A sympathetic but—for once—not fulsome study by the former Far Eastern correspondent for the London Economist and author of Franco (1968) and De Gaulle (1974). Crozier cheerfully describes Chiang as anything but a democrat or a resolute opponent of the Japanese. He attributes his fall to his “narrowly military” methods and to the restraint of the US in giving him aid. Often painted as heir to the liberal, modernizing nationalist Sun Yat-sen, Chiang was, according to Crozier, never a trusted collaborator of Sun’s; his base of power rested on Shanghai gangsters as well as on military forces. Americans were kept from learning about the central importance of his “Blue Shirt” shock troops; but, as Crozier writes, Chiang “had developed an admiration for fascism and Nazism” and

the outcome of this interest in Nazism was the formation of a fascist-type elite, numbering at 10,000 members, known as the Blue Shirts. The whole country was to be militarized from the kindergarten to the grave.

The English translation of Chiang’s wartime tract, China’s Destiny, remained classified as secret by the State Department because it was so “anti-Western and anti-liberal.”

This biography emphasizes two reasons why Chiang did not become what Crozier calls a real tyrant: his failure to gain genuine control of regional power centers in the 1920s, and his refusal to fight the Japanese instead of the Communists in the 1930s, which lost him popular tolerance. Unfortunately, the account of relations between Chiang and the US does not go much beyond the familiar stories of General Stilwell’s complaints about “the Peanut” and the State Department’s follies in viewing Mao as an “agrarian reformer.” Chiang’s Formosan years are seen largely as successful ones by Crozier. “Except on certain questions, such as anti-Communism, the personality of the President, or Taiwanese independence,” he smoothly writes, “the press was remarkably free….” We are left knowing a good deal more than we did about the man, but not about “the loss of China.”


- _WHAT YOU SHOULD DO_
Reproduce every entry exactly and leave its pictures out.

- _DATA SHOWN_
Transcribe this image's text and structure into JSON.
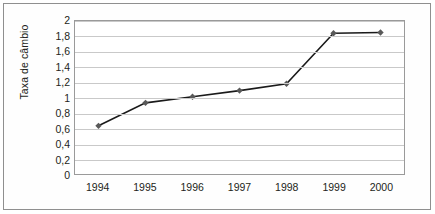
{
  "chart_data": {
    "type": "line",
    "title": "",
    "subtitle": "",
    "xlabel": "",
    "ylabel": "Taxa de câmbio",
    "categories": [
      "1994",
      "1995",
      "1996",
      "1997",
      "1998",
      "1999",
      "2000"
    ],
    "x": [
      1994,
      1995,
      1996,
      1997,
      1998,
      1999,
      2000
    ],
    "values": [
      0.63,
      0.93,
      1.01,
      1.09,
      1.18,
      1.84,
      1.85
    ],
    "series": [
      {
        "name": "Taxa de câmbio",
        "values": [
          0.63,
          0.93,
          1.01,
          1.09,
          1.18,
          1.84,
          1.85
        ]
      }
    ],
    "ylim": [
      0,
      2
    ],
    "ytick_values": [
      0,
      0.2,
      0.4,
      0.6,
      0.8,
      1,
      1.2,
      1.4,
      1.6,
      1.8,
      2
    ],
    "ytick_labels": [
      "0",
      "0,2",
      "0,4",
      "0,6",
      "0,8",
      "1",
      "1,2",
      "1,4",
      "1,6",
      "1,8",
      "2"
    ],
    "grid": "horizontal",
    "legend": "none",
    "marker": "diamond",
    "line_color": "#1a1a1a",
    "marker_color": "#595959",
    "grid_color": "#c9c9c9",
    "plot_border_color": "#9a9a9a",
    "frame_color": "#8f8f8f",
    "background_color": "#ffffff",
    "text_color": "#231f20"
  }
}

- _WRITTEN REPLY_
Transcribe this image's text and structure into JSON.
{
  "chart_data": {
    "type": "line",
    "title": "",
    "subtitle": "",
    "xlabel": "",
    "ylabel": "Taxa de câmbio",
    "categories": [
      "1994",
      "1995",
      "1996",
      "1997",
      "1998",
      "1999",
      "2000"
    ],
    "x": [
      1994,
      1995,
      1996,
      1997,
      1998,
      1999,
      2000
    ],
    "values": [
      0.63,
      0.93,
      1.01,
      1.09,
      1.18,
      1.84,
      1.85
    ],
    "series": [
      {
        "name": "Taxa de câmbio",
        "values": [
          0.63,
          0.93,
          1.01,
          1.09,
          1.18,
          1.84,
          1.85
        ]
      }
    ],
    "ylim": [
      0,
      2
    ],
    "ytick_values": [
      0,
      0.2,
      0.4,
      0.6,
      0.8,
      1,
      1.2,
      1.4,
      1.6,
      1.8,
      2
    ],
    "ytick_labels": [
      "0",
      "0,2",
      "0,4",
      "0,6",
      "0,8",
      "1",
      "1,2",
      "1,4",
      "1,6",
      "1,8",
      "2"
    ],
    "grid": "horizontal",
    "legend": "none",
    "marker": "diamond",
    "line_color": "#1a1a1a",
    "marker_color": "#595959",
    "grid_color": "#c9c9c9",
    "plot_border_color": "#9a9a9a",
    "frame_color": "#8f8f8f",
    "background_color": "#ffffff",
    "text_color": "#231f20"
  }
}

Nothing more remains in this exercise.